What I Did on My Summer Break, Millenium Edition

The year is 2000, and I am on summer break from my first year of college. It is six months since we all survived the y2k bug, six months since the dramatic falling out between my me and high school best friend over a boy from Canada who we met in an Internet chat room. The Boy (as all my college friends call him derisively) and I have been dating for those six months, and for most of that time I have been practicing Wicca, otherwise known as modern witchcraft. Today I am in a van headed to Williamsburg, VA with my parents and brother for a week long family vacation.

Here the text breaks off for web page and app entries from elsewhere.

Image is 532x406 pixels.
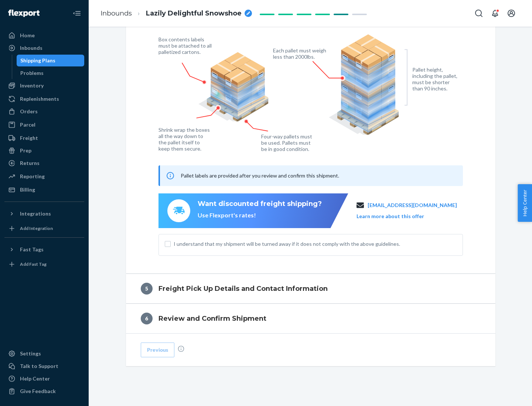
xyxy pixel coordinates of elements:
div: Add Integration [20,225,53,232]
button: Open account menu [504,6,519,21]
a: Parcel [4,119,84,130]
div: Parcel [20,121,35,128]
div: Shipping Plans [20,57,55,64]
a: Inventory [4,80,84,91]
a: Billing [4,184,84,196]
div: Replenishments [20,95,59,103]
button: 6Review and Confirm Shipment [126,304,496,333]
span: Pallet labels are provided after you review and confirm this shipment. [181,172,339,179]
button: Integrations [4,208,84,220]
a: Home [4,29,84,41]
span: Lazily Delightful Snowshoe [146,9,242,18]
figcaption: Each pallet must weigh less than 2000lbs. [273,47,328,60]
button: Previous [141,342,175,358]
button: Learn more about this offer [357,213,424,220]
a: Freight [4,132,84,144]
div: Freight [20,134,38,142]
button: Help Center [518,184,532,222]
div: Orders [20,108,38,115]
a: Orders [4,105,84,117]
figcaption: Pallet height, including the pallet, must be shorter than 90 inches. [412,66,461,91]
figcaption: Four-way pallets must be used. Pallets must be in good condition. [261,133,313,152]
a: Shipping Plans [17,55,85,66]
a: [EMAIL_ADDRESS][DOMAIN_NAME] [368,202,457,209]
a: Add Integration [4,223,84,234]
button: Close Navigation [70,6,84,21]
div: Fast Tags [20,246,44,253]
div: Inventory [20,82,44,89]
span: I understand that my shipment will be turned away if it does not comply with the above guidelines. [174,240,457,248]
a: Add Fast Tag [4,259,84,270]
button: Fast Tags [4,243,84,255]
a: Help Center [4,373,84,385]
div: Billing [20,186,35,193]
div: Inbounds [20,45,42,52]
a: Prep [4,145,84,157]
div: Integrations [20,210,51,217]
div: Add Fast Tag [20,261,47,267]
div: Reporting [20,173,45,180]
div: Prep [20,147,32,154]
button: 5Freight Pick Up Details and Contact Information [126,274,496,303]
div: Home [20,32,35,39]
div: Give Feedback [20,388,56,395]
button: Open Search Box [472,6,486,21]
input: I understand that my shipment will be turned away if it does not comply with the above guidelines. [165,241,171,247]
div: Talk to Support [20,363,58,370]
div: Help Center [20,375,50,383]
button: Open notifications [488,6,503,21]
ol: breadcrumbs [95,3,258,24]
a: Problems [17,67,85,79]
div: 5 [141,283,153,295]
div: Returns [20,159,40,167]
a: Reporting [4,171,84,183]
div: Problems [20,70,44,77]
div: Use Flexport's rates! [197,211,322,220]
a: Inbounds [101,9,132,17]
a: Inbounds [4,42,84,54]
a: Returns [4,157,84,169]
div: Want discounted freight shipping? [197,199,322,209]
h4: Review and Confirm Shipment [158,314,267,323]
h4: Freight Pick Up Details and Contact Information [158,284,328,293]
figcaption: Shrink wrap the boxes all the way down to the pallet itself to keep them secure. [158,127,212,152]
a: Talk to Support [4,360,84,372]
a: Replenishments [4,93,84,105]
figcaption: Box contents labels must be attached to all palletized cartons. [158,36,214,55]
div: 6 [141,313,153,324]
a: Settings [4,348,84,360]
button: Give Feedback [4,385,84,397]
div: Settings [20,350,41,358]
img: Flexport logo [8,10,40,17]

My father’s cell phone rings. My grandmother just called to tell us that our house has burned down.
“It’s gone…” she tells my father, and he hurriedly tells my mother to pull over. “Easy for you to say,” she mutters, glancing at the three lanes of traffic between her and the shoulder.

The Already-but-not-yet Kingdom

When I was in fifth grade, my class read a novel called Bridge to Terabithia. It has since been made into a movie so that today’s children can also be traumatized by its tragic ending, just one more in a long list of painful life lessons branded into our collective subconscious. For my generation, there was also the episode of Punky Brewster where we learned that you should never play in abandoned refrigerators, and the scene in The Neverending Story where we learned that you can literally drown in sorrow – especially if you’re a horse named Artax. Then there was the My Little Pony movie where the Smooze taught us… something? I’m not sure what but I know that it terrifies me to think about to this day. And the list continues.

Traumatic 80’s children’s programming isn’t actually my point at all, although it might make for an interesting discussion in the future. What I wanted to talk about is what I took away from Bridge to Terabithia once I stopped being distraught.